Jazz Exercises

I have created a package of jazz improvisation exercises, that is meant to get you started on the road to natural improvisation. I'll try to explain what I mean by 'natural'.

Obviously, there are loads of books and lesson materials available. A lot of those materials provide a lot of useful information about theory, harmony, chords etc etc. The package I have created is not meant to replace that, but takes a different approach. It does not focus too much on gaining theoretical knowledge to find the right notes, but rather on converting notes into music! That means, for instance, that:

- 'correct' notes do not automatically sound as music, if you don't play them in a musical way. In other words, if a tune is mostly in C, and you know how to play the C major scale, that still does not lead to a nice jazz solo. You must know how to use the scale in a creative and interesting way. You'll be surprised how good you can sound with just the basics!

- a solo is not necessarily made interesting by complexity. A solo does not have to cover dozens of complicated scales for it to sound good. If you first learn how to sound good, you can start simple, and progress to more advanced soloing naturally.

In other words, knowing all the theory and playing all the scales and even the right notes does not mean that you are able to play interesting music! My approach is based on the idea that knowledge is only as useful as your ability to use it in a musical and natural way. This means that acquiring the knowledge and learning to be creative with that knowledge should go hand in hand: you start with basic knowledge, let's say, a particular scale to use for soloing, and learn to use the scale in creative, musical ways. Then you expand your knowledge, for instance, another scale or moving from one scale to the other, learn when/how, and learn to use that in a creative, musical way. Phrasing is an essential element to make the 'right' notes sound like music. If you already have the knowledge, great, now learn to use it.

Being creative and musical is hard to define, but I think it at least includes being able to literally 'play' with not only notes, but with timing and rhythm, dynamics, tone, phrasing and form. Now, your preferred style may emphasize certain elements, and that's fine, but even so, only all elements together can make great music.

That's why the exercises in the package are set up so as to stimulate you to use these elements, right from the beginning, from the moment you start playing a scale. In stead of bombarding you with tons of scales and modes etc, which can easily make you forget what it's all about, which is making music. It starts with easy exercises, and builds up to more complicated ones, each time giving you tips, and backing tracks to learn and become familiar with the concept the exercise is about. Also, each backing track is provided in several tempos, so you can start slow, and gradually work your way up to the intended tempo.

The solo examples also come in several levels, from basic to quite advanced.

The package contains a guide, audio files, midi files, regular notation and TABS and a special piece of software: it is a fretboard midi visualizer plugin that allows you to see the notes on the fretboard in real time (Windows only). To use it you need a VSTi host program, most audio/midi sequencing software supports VSTi nowadays. There is also a program called Reaper which you can download for free, which supports this plug-in. If you don't want to install any software, buy the DVD version with fretboard videos.

The refill packages are meant to provide you with more extensive and advanced solo material to draw ideas from. They are not full tutorials, rather they are real solos. The text that goes with it explains the basic structure of the solos, and talks about elements like phase building, rhythm, form and note choices. Whereas the Jazz Exercises represent the 'bottom-up' approach, that is, starting from scratch and building up your skill and knowledge, the Refills are more of a 'top-down' approach: you start with full and mature solos, and then see how they are constructed (scales, phrasing, dynamics).

It is refreshing to switch once in a while from studying sytematically from the basics up, to playing a real solo to get inspired!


> **What the exercise asks**
Line by line, give the data again exactly as it appears.

> **The records**
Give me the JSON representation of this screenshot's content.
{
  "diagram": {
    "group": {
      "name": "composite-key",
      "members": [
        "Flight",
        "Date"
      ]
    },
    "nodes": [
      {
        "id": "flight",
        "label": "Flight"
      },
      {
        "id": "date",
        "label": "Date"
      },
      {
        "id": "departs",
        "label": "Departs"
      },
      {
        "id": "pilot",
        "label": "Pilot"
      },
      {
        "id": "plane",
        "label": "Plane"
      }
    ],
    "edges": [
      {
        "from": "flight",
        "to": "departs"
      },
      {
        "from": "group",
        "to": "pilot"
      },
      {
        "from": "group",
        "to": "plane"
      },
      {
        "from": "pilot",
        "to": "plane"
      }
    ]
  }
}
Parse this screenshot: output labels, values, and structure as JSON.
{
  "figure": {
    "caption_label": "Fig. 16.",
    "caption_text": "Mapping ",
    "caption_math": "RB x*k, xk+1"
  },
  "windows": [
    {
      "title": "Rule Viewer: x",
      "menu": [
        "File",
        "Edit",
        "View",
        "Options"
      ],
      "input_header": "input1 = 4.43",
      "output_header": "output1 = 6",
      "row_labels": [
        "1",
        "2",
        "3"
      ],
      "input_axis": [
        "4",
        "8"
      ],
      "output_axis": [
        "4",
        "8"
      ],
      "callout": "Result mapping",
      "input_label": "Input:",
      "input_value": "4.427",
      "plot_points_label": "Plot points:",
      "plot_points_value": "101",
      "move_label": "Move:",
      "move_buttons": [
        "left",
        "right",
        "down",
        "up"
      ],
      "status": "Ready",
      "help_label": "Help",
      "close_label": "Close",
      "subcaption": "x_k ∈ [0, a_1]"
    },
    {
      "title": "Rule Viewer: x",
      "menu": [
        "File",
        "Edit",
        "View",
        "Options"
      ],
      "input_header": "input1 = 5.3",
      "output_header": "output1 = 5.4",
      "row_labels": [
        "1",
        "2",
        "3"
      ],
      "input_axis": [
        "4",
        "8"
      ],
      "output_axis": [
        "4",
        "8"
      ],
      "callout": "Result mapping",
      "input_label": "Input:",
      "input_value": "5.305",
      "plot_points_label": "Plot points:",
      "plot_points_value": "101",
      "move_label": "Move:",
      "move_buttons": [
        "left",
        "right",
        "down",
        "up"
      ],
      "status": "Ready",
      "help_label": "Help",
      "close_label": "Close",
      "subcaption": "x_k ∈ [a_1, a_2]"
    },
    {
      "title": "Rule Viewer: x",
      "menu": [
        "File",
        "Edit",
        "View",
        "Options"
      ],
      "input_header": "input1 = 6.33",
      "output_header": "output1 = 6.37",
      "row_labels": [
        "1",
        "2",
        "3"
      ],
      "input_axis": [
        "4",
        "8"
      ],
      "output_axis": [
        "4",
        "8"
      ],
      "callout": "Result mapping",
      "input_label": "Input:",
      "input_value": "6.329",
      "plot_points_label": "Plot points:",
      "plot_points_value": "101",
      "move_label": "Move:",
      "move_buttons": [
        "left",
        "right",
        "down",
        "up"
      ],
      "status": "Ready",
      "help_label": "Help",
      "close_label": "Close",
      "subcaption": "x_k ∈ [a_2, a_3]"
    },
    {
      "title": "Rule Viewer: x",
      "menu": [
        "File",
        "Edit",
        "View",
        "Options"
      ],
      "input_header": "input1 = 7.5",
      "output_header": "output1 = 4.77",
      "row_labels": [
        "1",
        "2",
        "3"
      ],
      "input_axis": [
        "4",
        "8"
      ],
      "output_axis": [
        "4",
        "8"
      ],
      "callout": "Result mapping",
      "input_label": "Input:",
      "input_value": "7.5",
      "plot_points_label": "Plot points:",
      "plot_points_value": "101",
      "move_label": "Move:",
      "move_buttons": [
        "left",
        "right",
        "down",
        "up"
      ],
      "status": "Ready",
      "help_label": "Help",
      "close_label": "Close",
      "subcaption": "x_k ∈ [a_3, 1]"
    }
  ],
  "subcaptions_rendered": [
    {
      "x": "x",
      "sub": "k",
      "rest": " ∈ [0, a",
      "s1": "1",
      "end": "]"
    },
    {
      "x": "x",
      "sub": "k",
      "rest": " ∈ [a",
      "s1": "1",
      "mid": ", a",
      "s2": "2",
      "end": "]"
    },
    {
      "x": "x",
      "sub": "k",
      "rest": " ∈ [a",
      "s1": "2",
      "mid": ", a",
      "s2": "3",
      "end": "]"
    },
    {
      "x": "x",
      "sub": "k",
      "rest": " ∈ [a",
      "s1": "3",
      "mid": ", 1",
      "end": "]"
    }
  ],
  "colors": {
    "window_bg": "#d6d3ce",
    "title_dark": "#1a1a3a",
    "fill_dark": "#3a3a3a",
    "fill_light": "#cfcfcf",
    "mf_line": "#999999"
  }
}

> **Your response**
Give me the JSON representation of this screenshot's content.
{
  "diagram": {
    "group": {
      "name": "composite-key",
      "members": [
        "Flight",
        "Date"
      ]
    },
    "nodes": [
      {
        "id": "flight",
        "label": "Flight"
      },
      {
        "id": "date",
        "label": "Date"
      },
      {
        "id": "departs",
        "label": "Departs"
      },
      {
        "id": "pilot",
        "label": "Pilot"
      },
      {
        "id": "plane",
        "label": "Plane"
      }
    ],
    "edges": [
      {
        "from": "flight",
        "to": "departs"
      },
      {
        "from": "group",
        "to": "pilot"
      },
      {
        "from": "group",
        "to": "plane"
      },
      {
        "from": "pilot",
        "to": "plane"
      }
    ]
  }
}
Parse this screenshot: output labels, values, and structure as JSON.
{
  "figure": {
    "caption_label": "Fig. 16.",
    "caption_text": "Mapping ",
    "caption_math": "RB x*k, xk+1"
  },
  "windows": [
    {
      "title": "Rule Viewer: x",
      "menu": [
        "File",
        "Edit",
        "View",
        "Options"
      ],
      "input_header": "input1 = 4.43",
      "output_header": "output1 = 6",
      "row_labels": [
        "1",
        "2",
        "3"
      ],
      "input_axis": [
        "4",
        "8"
      ],
      "output_axis": [
        "4",
        "8"
      ],
      "callout": "Result mapping",
      "input_label": "Input:",
      "input_value": "4.427",
      "plot_points_label": "Plot points:",
      "plot_points_value": "101",
      "move_label": "Move:",
      "move_buttons": [
        "left",
        "right",
        "down",
        "up"
      ],
      "status": "Ready",
      "help_label": "Help",
      "close_label": "Close",
      "subcaption": "x_k ∈ [0, a_1]"
    },
    {
      "title": "Rule Viewer: x",
      "menu": [
        "File",
        "Edit",
        "View",
        "Options"
      ],
      "input_header": "input1 = 5.3",
      "output_header": "output1 = 5.4",
      "row_labels": [
        "1",
        "2",
        "3"
      ],
      "input_axis": [
        "4",
        "8"
      ],
      "output_axis": [
        "4",
        "8"
      ],
      "callout": "Result mapping",
      "input_label": "Input:",
      "input_value": "5.305",
      "plot_points_label": "Plot points:",
      "plot_points_value": "101",
      "move_label": "Move:",
      "move_buttons": [
        "left",
        "right",
        "down",
        "up"
      ],
      "status": "Ready",
      "help_label": "Help",
      "close_label": "Close",
      "subcaption": "x_k ∈ [a_1, a_2]"
    },
    {
      "title": "Rule Viewer: x",
      "menu": [
        "File",
        "Edit",
        "View",
        "Options"
      ],
      "input_header": "input1 = 6.33",
      "output_header": "output1 = 6.37",
      "row_labels": [
        "1",
        "2",
        "3"
      ],
      "input_axis": [
        "4",
        "8"
      ],
      "output_axis": [
        "4",
        "8"
      ],
      "callout": "Result mapping",
      "input_label": "Input:",
      "input_value": "6.329",
      "plot_points_label": "Plot points:",
      "plot_points_value": "101",
      "move_label": "Move:",
      "move_buttons": [
        "left",
        "right",
        "down",
        "up"
      ],
      "status": "Ready",
      "help_label": "Help",
      "close_label": "Close",
      "subcaption": "x_k ∈ [a_2, a_3]"
    },
    {
      "title": "Rule Viewer: x",
      "menu": [
        "File",
        "Edit",
        "View",
        "Options"
      ],
      "input_header": "input1 = 7.5",
      "output_header": "output1 = 4.77",
      "row_labels": [
        "1",
        "2",
        "3"
      ],
      "input_axis": [
        "4",
        "8"
      ],
      "output_axis": [
        "4",
        "8"
      ],
      "callout": "Result mapping",
      "input_label": "Input:",
      "input_value": "7.5",
      "plot_points_label": "Plot points:",
      "plot_points_value": "101",
      "move_label": "Move:",
      "move_buttons": [
        "left",
        "right",
        "down",
        "up"
      ],
      "status": "Ready",
      "help_label": "Help",
      "close_label": "Close",
      "subcaption": "x_k ∈ [a_3, 1]"
    }
  ],
  "subcaptions_rendered": [
    {
      "x": "x",
      "sub": "k",
      "rest": " ∈ [0, a",
      "s1": "1",
      "end": "]"
    },
    {
      "x": "x",
      "sub": "k",
      "rest": " ∈ [a",
      "s1": "1",
      "mid": ", a",
      "s2": "2",
      "end": "]"
    },
    {
      "x": "x",
      "sub": "k",
      "rest": " ∈ [a",
      "s1": "2",
      "mid": ", a",
      "s2": "3",
      "end": "]"
    },
    {
      "x": "x",
      "sub": "k",
      "rest": " ∈ [a",
      "s1": "3",
      "mid": ", 1",
      "end": "]"
    }
  ],
  "colors": {
    "window_bg": "#d6d3ce",
    "title_dark": "#1a1a3a",
    "fill_dark": "#3a3a3a",
    "fill_light": "#cfcfcf",
    "mf_line": "#999999"
  }
}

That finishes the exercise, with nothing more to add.